… And it is the moment, with the emperor at the absolute zenith of his achievement, that the world encountered the first pandemic in history.
The coincidence of timing does not, of course, prove that the pandemic caused Rome to fall, or Europe to be born; as above, the uncertainties of the three thousand-body problem makes such a claim fundamentally uncertain.
So writes William Rosen in his Justinian’s Flea: Plague, Empire, and the Birth of Europe (Viking Adult 2007, 384 pages). Nonetheless, the tenor of this wide-ranging book is that the plague
was the instrument that caused a change in history and Rome to fall, as
outlined in the Introduction and Prologue. The reasoning for this particular version of the fall of Rome and
the "birth of Europe" is rather attractive but not wholly convincing.
Despite the enormous loss of life, the eastern empire still went on,
even expanded for a while with Belisarius' victories on the west.
The book, written for "members of the educated public," (to use a phrase I saw recently from Bowersock) by an even more educated member, is an excellent introduction into Late Antiquity and could also be titled "The Life and Times of the Emperor Justinian."
In Part III, "Bacterium," the author's thirst for knowledge and his compulsion to share it gets a bit carried away. Here is all you wanted to know and much more about the evolution of rats and fleas and their eventual interaction, pandemics in general and this one in particular, and the history of bacteriology and evolutionary biology up to its most current status. In this reader's opinion, all this could have been presented in less detail and still remain comprehensible.
The story is presented in a vivid, easy to read style. The book is very well researched and documented and invites further exploration of the writers in Late Antiquity, and on the whole, I can recommend it.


EXERCISE PROMPT
Whenever a line in the data holds the string "environment", copy that line.

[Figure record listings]
◆ ◆ ◆
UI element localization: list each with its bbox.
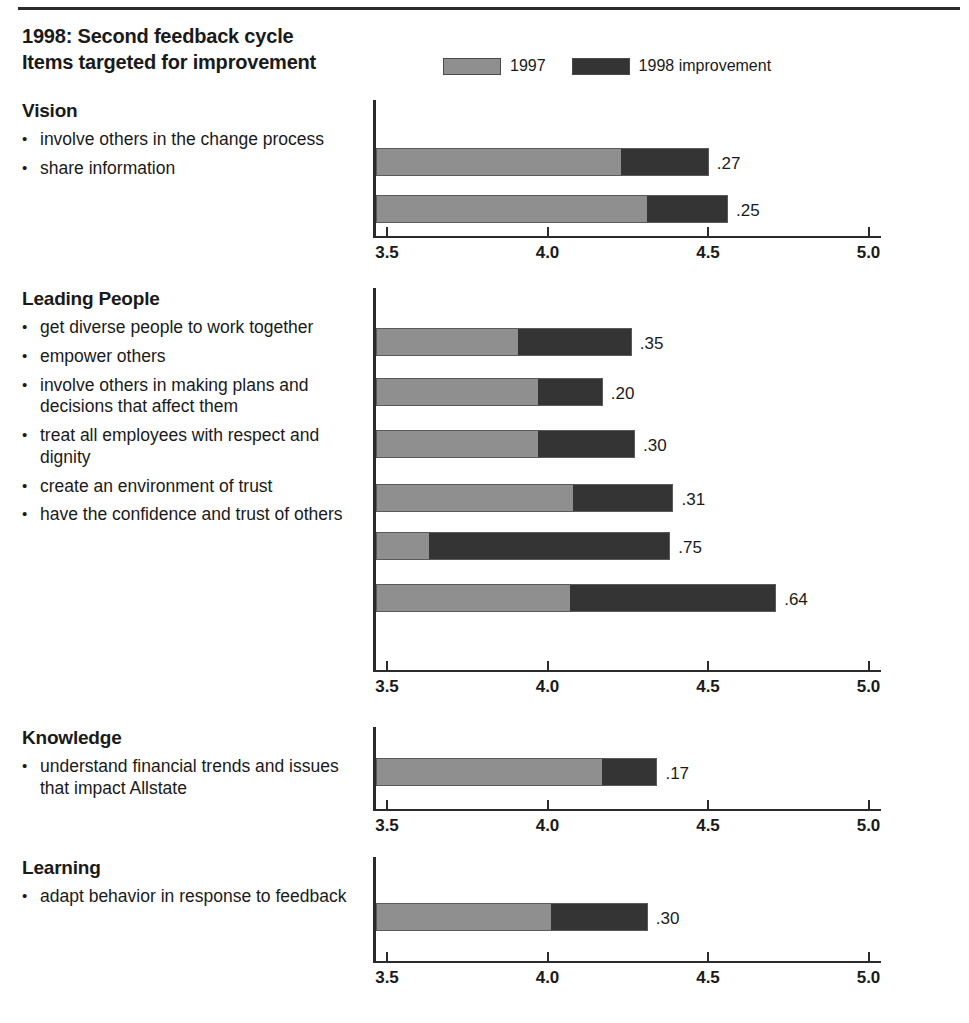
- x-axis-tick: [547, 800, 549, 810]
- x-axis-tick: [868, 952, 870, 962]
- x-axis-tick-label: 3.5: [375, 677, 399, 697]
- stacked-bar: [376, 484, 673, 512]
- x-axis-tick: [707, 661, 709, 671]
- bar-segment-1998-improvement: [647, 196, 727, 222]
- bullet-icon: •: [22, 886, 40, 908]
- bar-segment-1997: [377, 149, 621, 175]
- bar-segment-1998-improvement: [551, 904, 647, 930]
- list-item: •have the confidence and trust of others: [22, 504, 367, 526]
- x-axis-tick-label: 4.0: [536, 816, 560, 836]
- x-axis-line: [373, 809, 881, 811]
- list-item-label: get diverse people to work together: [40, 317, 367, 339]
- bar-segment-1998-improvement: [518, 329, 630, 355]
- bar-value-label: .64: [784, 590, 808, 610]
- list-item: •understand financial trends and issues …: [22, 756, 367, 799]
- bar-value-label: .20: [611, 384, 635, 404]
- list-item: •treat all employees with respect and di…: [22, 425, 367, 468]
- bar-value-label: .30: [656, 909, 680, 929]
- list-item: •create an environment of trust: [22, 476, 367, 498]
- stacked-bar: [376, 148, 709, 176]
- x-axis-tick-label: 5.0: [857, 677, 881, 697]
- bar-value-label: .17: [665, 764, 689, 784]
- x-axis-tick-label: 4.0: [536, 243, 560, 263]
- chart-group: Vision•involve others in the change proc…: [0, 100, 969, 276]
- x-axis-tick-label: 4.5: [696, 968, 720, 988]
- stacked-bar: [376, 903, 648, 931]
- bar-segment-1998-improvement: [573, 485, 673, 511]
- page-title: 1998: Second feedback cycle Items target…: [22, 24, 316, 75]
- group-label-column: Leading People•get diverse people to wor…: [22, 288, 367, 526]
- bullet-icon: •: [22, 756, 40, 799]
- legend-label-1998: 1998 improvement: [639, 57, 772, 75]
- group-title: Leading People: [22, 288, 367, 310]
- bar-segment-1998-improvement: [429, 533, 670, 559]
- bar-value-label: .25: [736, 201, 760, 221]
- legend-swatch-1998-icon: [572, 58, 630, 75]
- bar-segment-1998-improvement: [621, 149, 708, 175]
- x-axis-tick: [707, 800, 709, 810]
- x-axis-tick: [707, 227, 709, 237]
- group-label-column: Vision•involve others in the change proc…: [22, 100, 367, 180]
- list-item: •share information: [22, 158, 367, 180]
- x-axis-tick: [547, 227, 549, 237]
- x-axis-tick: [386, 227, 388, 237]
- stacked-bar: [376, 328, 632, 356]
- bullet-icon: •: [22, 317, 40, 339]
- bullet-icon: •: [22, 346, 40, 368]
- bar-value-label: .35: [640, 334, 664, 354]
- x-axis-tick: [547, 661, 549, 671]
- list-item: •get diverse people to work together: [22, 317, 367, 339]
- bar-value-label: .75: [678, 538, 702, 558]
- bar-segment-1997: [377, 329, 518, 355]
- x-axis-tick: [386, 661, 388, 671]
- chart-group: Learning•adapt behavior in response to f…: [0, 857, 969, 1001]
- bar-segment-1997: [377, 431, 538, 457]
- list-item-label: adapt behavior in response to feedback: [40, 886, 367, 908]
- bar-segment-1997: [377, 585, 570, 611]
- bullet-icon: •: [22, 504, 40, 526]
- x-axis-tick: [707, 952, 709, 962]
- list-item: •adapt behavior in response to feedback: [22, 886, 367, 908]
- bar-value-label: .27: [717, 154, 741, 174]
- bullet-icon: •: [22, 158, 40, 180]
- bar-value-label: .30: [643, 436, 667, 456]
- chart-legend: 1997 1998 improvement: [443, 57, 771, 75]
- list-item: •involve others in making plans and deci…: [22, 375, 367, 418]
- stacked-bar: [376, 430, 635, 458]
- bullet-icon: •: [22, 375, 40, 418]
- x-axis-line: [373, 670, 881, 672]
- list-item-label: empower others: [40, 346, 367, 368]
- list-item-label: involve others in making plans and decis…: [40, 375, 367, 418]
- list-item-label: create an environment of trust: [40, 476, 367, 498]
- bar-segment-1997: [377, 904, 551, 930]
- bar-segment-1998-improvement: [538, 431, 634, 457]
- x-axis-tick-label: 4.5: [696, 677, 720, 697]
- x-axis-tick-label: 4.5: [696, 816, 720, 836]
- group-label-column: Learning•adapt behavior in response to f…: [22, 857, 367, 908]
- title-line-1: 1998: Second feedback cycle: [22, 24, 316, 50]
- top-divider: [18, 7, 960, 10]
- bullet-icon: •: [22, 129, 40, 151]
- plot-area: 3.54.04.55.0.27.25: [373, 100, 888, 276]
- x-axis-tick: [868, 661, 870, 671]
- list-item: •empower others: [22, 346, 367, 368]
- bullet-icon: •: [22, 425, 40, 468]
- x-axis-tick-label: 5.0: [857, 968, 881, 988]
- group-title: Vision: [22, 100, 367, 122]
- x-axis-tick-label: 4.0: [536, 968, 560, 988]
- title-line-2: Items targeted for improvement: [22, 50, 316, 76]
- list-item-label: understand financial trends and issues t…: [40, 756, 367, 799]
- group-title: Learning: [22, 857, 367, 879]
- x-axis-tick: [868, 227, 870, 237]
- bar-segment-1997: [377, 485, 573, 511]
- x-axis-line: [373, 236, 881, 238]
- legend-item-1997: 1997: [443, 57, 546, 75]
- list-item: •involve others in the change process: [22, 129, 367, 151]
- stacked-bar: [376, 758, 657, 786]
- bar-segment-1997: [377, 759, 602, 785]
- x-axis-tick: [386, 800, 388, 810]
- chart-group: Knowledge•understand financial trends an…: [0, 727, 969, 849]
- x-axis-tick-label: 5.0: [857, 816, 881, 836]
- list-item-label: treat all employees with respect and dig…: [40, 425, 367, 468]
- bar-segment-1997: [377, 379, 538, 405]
◆ ◆ ◆
EXPECTED ANSWER
- list-item: •create an environment of trust: [22, 476, 367, 498]
- list-item-label: create an environment of trust: [40, 476, 367, 498]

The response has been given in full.